The Tell: Traditional 60/40 strategy may start to work again for investors, but ‘tightening cycles can be scary,’ Goldman exec says

This post was originally published on this site

The traditional allocation of 60% stocks and 40% bonds may start to work again, after such portfolios were badly hurt this year, according to Ashish Shah, chief investment officer of public investments at Goldman Sachs Group’s asset management business. 

Both equities and fixed income have been punished in 2022 amid fears over the Federal Reserve hiking interest rates to tame the highest inflation in decades. 

“Tightening cycles can be scary,” Shah said during a media briefing Monday afternoon on Goldman Sachs Asset Management’s investment outlook for 2023.

But “bonds are back,” with higher yields and spreads making them more attractive after the Fed’s rate hikes this year, he said. Investors can get high, single-digit yields from asset classes like high yield bonds and emerging-markets debt, he said, but “more importantly” they can get 4.5% to 5% in shorter-term, “really safe debt” whether it’s agency mortgages or U.S. Treasury bonds.

While the Fed was “slow to respond to the inflation early on,” the central bank eventually  pivoted this year with “one of the most aggressive periods of tightening that we’ve seen in history,” Shah said. The Fed raised its benchmark rate from zero to around 4% in a “very short” period of time this year, he said, while the accompanying tightening of financial conditions has been prompting concerns that a U.S. recession may be coming. 

Meanwhile, interest income from bonds can position investors to re-invest in whatever assets may be cheaper, whether its stocks or bonds, according to Shah. 

That’s the “buffeting power” of the 60/40 portfolio, he said, even if it doesn’t return to the past “goldilocks” regime in which the Fed was accommodating markets through quantitative easing. 

While the Fed’s tightening of monetary policy is going to lead to an economic slowdown, a recession is still up for debate, in his view.

Massive fiscal and monetary stimulus during the COVID-19 pandemic helped individuals, companies and markets get through the pandemic, but the replenished balance sheets also have made it “a lot tougher for the Fed to slow things down,” Shah said. 

Meanwhile, the potential for the Fed to slow its monetary tightening with smaller rate increases amid signs of cooling inflation is creating a “macro squeeze,” according to Shah. “A lot of positioning is getting challenged,” he said, explaining that many trades that have worked so far in 2022 are now going to stop working over a shorter time period.

Trends this year such as higher interest rates, a stronger dollar, and lower prices for risk assets have made it “very easy” for momentum strategies to play out well, according to Shah. But markets are now facing a stretch where the Fed may begin to slow its pace of rate hikes, so those trends won’t be as  “apparent and easy to trade,” he cautioned. 

“You will get overshoots” on individual stocks and at the “aggregate level” of the equities markets, he said. Shah anticipates markets are going to be in a period with “a chop back and forth,” cautioning that whether it’s stock or bonds, investors shouldn’t assume that the start of a positive trend is going to extend itself.

The yield on the 10-year Treasury note
TMUBMUSD10Y,
3.818%

has jumped this year, trading around 3.8% Tuesday morning, FactSet data show, at last check. That compares with about 1.5% at the end of last year, according to Dow Jones Market Data. Two-year Treasury yields
TMUBMUSD02Y,
4.361%

have also soared in 2022, trading around 4.35% Tuesday morning.

Signs of easing inflation in October, based on last week’s consumer price index report, resulted in a drop in Treasury yields. Investors began pricing in a higher probability of the Federal Reserve reducing the size of its next interest rate hike in December to 50 basis points.

On Tuesday morning, a reading from the producer price index, which is a gauge of wholesale inflation in the U.S., was also softer than anticipated.

See: Wholesale prices rise slowly again in October and point to softening U.S. inflation

The U.S. stock market remains in a bear market this year, with the S&P 500 index
SPX,
+1.34%

down around 17% through Monday. The blue-chip index Dow Jones Industrial Average
DJIA,
+0.56%

was off 7.7% over the same period, while the technology-heavy Nasdaq Composite tumbled 28.4%.

U.S. stock index futures rose Tuesday morning on the back of the producer-price-index data. All three major indexes opened higher, with the Dow trading up 0.9% around midmorning, while the S&P 500 rose 1.6% and the Nasdaq jumped 2.4%, FactSet data show, at last check.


#### Task to complete
Restate the entries below exactly, and keep all images out of the answer.

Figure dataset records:
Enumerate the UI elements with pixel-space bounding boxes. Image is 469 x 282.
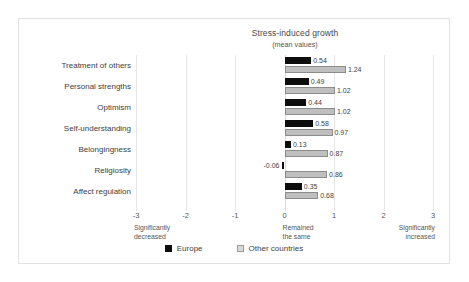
axis-annotation-line: decreased: [134, 232, 170, 241]
bar-group: -0.060.86: [136, 160, 433, 181]
data-label: 0.44: [308, 98, 322, 107]
bar-europe: [282, 162, 285, 169]
bar-europe: [285, 99, 307, 106]
bar-group: 0.541.24: [136, 55, 433, 76]
bar-europe: [285, 183, 302, 190]
legend-label: Europe: [177, 244, 203, 253]
bar-other-countries: [285, 66, 346, 73]
data-label: 1.02: [337, 86, 351, 95]
value-axis: -3-2-10123SignificantlydecreasedRemained…: [136, 211, 433, 261]
legend-item[interactable]: Europe: [165, 244, 203, 253]
axis-annotation: Significantlyincreased: [399, 223, 435, 241]
axis-tick--3: -3: [133, 211, 140, 220]
data-label: 0.13: [293, 140, 307, 149]
data-label: 0.54: [313, 56, 327, 65]
bar-other-countries: [285, 129, 333, 136]
bar-other-countries: [285, 87, 335, 94]
category-axis-labels: Treatment of othersPersonal strengthsOpt…: [19, 55, 131, 202]
bar-group: 0.130.87: [136, 139, 433, 160]
axis-annotation-line: Significantly: [134, 223, 170, 232]
category-label: Personal strengths: [19, 76, 131, 97]
chart-subtitle: (mean values): [141, 39, 449, 50]
data-label: 1.24: [348, 65, 362, 74]
bar-group: 0.491.02: [136, 76, 433, 97]
category-label: Self-understanding: [19, 118, 131, 139]
bar-group: 0.441.02: [136, 97, 433, 118]
axis-tick-3: 3: [431, 211, 435, 220]
category-label: Treatment of others: [19, 55, 131, 76]
bar-group: 0.350.68: [136, 181, 433, 202]
chart-title: Stress-induced growth: [141, 27, 449, 39]
axis-annotation-line: Significantly: [399, 223, 435, 232]
chart-legend: EuropeOther countries: [19, 244, 449, 253]
chart-title-block: Stress-induced growth (mean values): [19, 27, 449, 50]
category-label: Belongingness: [19, 139, 131, 160]
plot-area: 0.541.240.491.020.441.020.580.970.130.87…: [136, 55, 433, 211]
legend-swatch-icon: [165, 245, 172, 252]
data-label: -0.06: [264, 161, 280, 170]
gridline-3: [433, 55, 434, 211]
bar-other-countries: [285, 108, 335, 115]
axis-tick-2: 2: [381, 211, 385, 220]
category-label: Religiosity: [19, 160, 131, 181]
legend-swatch-icon: [237, 245, 244, 252]
axis-annotation: Significantlydecreased: [134, 223, 170, 241]
axis-tick--1: -1: [232, 211, 239, 220]
axis-annotation-line: increased: [399, 232, 435, 241]
data-label: 0.97: [335, 128, 349, 137]
axis-annotation: Remainedthe same: [283, 223, 314, 241]
legend-item[interactable]: Other countries: [237, 244, 304, 253]
bar-europe: [285, 57, 312, 64]
category-label: Optimism: [19, 97, 131, 118]
axis-tick--2: -2: [182, 211, 189, 220]
data-label: 0.87: [330, 149, 344, 158]
axis-tick-1: 1: [332, 211, 336, 220]
axis-tick-0: 0: [282, 211, 286, 220]
data-label: 0.68: [320, 191, 334, 200]
axis-annotation-line: the same: [283, 232, 314, 241]
axis-annotation-line: Remained: [283, 223, 314, 232]
bar-other-countries: [285, 150, 328, 157]
bar-group: 0.580.97: [136, 118, 433, 139]
bar-europe: [285, 141, 291, 148]
bar-other-countries: [285, 171, 328, 178]
data-label: 0.58: [315, 119, 329, 128]
category-label: Affect regulation: [19, 181, 131, 202]
legend-label: Other countries: [249, 244, 304, 253]
data-label: 0.86: [329, 170, 343, 179]
data-label: 0.49: [311, 77, 325, 86]
chart-container: Stress-induced growth (mean values) Trea…: [18, 18, 450, 264]
bar-europe: [285, 120, 314, 127]
bar-europe: [285, 78, 309, 85]
data-label: 0.35: [304, 182, 318, 191]
bar-other-countries: [285, 192, 319, 199]
data-label: 1.02: [337, 107, 351, 116]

#### Response to this exercise
Enumerate the UI elements with pixel-space bounding boxes. Image is 469 x 282.
axis-annotation-line: decreased: [134, 232, 170, 241]
bar-group: -0.060.86: [136, 160, 433, 181]
data-label: 0.44: [308, 98, 322, 107]
bar-europe: [282, 162, 285, 169]
bar-europe: [285, 99, 307, 106]
bar-group: 0.541.24: [136, 55, 433, 76]
bar-europe: [285, 183, 302, 190]
legend-label: Europe: [177, 244, 203, 253]
bar-other-countries: [285, 66, 346, 73]
data-label: 1.02: [337, 86, 351, 95]
value-axis: -3-2-10123SignificantlydecreasedRemained…: [136, 211, 433, 261]
legend-item[interactable]: Europe: [165, 244, 203, 253]
axis-annotation: Significantlyincreased: [399, 223, 435, 241]
axis-tick--3: -3: [133, 211, 140, 220]
data-label: 0.13: [293, 140, 307, 149]
data-label: 0.54: [313, 56, 327, 65]
bar-other-countries: [285, 129, 333, 136]
bar-other-countries: [285, 87, 335, 94]
category-axis-labels: Treatment of othersPersonal strengthsOpt…: [19, 55, 131, 202]
bar-group: 0.130.87: [136, 139, 433, 160]
axis-annotation-line: Significantly: [134, 223, 170, 232]
category-label: Personal strengths: [19, 76, 131, 97]
chart-subtitle: (mean values): [141, 39, 449, 50]
data-label: 1.24: [348, 65, 362, 74]
bar-group: 0.491.02: [136, 76, 433, 97]
category-label: Self-understanding: [19, 118, 131, 139]
bar-group: 0.441.02: [136, 97, 433, 118]
axis-tick-3: 3: [431, 211, 435, 220]
category-label: Treatment of others: [19, 55, 131, 76]
bar-group: 0.350.68: [136, 181, 433, 202]
chart-title: Stress-induced growth: [141, 27, 449, 39]
axis-annotation-line: Significantly: [399, 223, 435, 232]
chart-legend: EuropeOther countries: [19, 244, 449, 253]
chart-title-block: Stress-induced growth (mean values): [19, 27, 449, 50]
category-label: Belongingness: [19, 139, 131, 160]
plot-area: 0.541.240.491.020.441.020.580.970.130.87…: [136, 55, 433, 211]
legend-swatch-icon: [165, 245, 172, 252]
data-label: -0.06: [264, 161, 280, 170]
gridline-3: [433, 55, 434, 211]
bar-other-countries: [285, 108, 335, 115]
axis-tick-2: 2: [381, 211, 385, 220]
category-label: Religiosity: [19, 160, 131, 181]
legend-swatch-icon: [237, 245, 244, 252]
axis-annotation: Significantlydecreased: [134, 223, 170, 241]
axis-tick--1: -1: [232, 211, 239, 220]
axis-annotation-line: increased: [399, 232, 435, 241]
data-label: 0.97: [335, 128, 349, 137]
axis-annotation: Remainedthe same: [283, 223, 314, 241]
legend-item[interactable]: Other countries: [237, 244, 304, 253]
bar-europe: [285, 57, 312, 64]
category-label: Optimism: [19, 97, 131, 118]
axis-tick--2: -2: [182, 211, 189, 220]
data-label: 0.87: [330, 149, 344, 158]
axis-tick-1: 1: [332, 211, 336, 220]
axis-tick-0: 0: [282, 211, 286, 220]
data-label: 0.68: [320, 191, 334, 200]
axis-annotation-line: the same: [283, 232, 314, 241]
axis-annotation-line: Remained: [283, 223, 314, 232]
bar-other-countries: [285, 150, 328, 157]
bar-group: 0.580.97: [136, 118, 433, 139]
bar-europe: [285, 141, 291, 148]
bar-other-countries: [285, 171, 328, 178]
data-label: 0.58: [315, 119, 329, 128]
category-label: Affect regulation: [19, 181, 131, 202]
legend-label: Other countries: [249, 244, 304, 253]
data-label: 0.86: [329, 170, 343, 179]
data-label: 0.49: [311, 77, 325, 86]
chart-container: Stress-induced growth (mean values) Trea…: [18, 18, 450, 264]
bar-europe: [285, 120, 314, 127]
bar-europe: [285, 78, 309, 85]
data-label: 0.35: [304, 182, 318, 191]
bar-other-countries: [285, 192, 319, 199]
data-label: 1.02: [337, 107, 351, 116]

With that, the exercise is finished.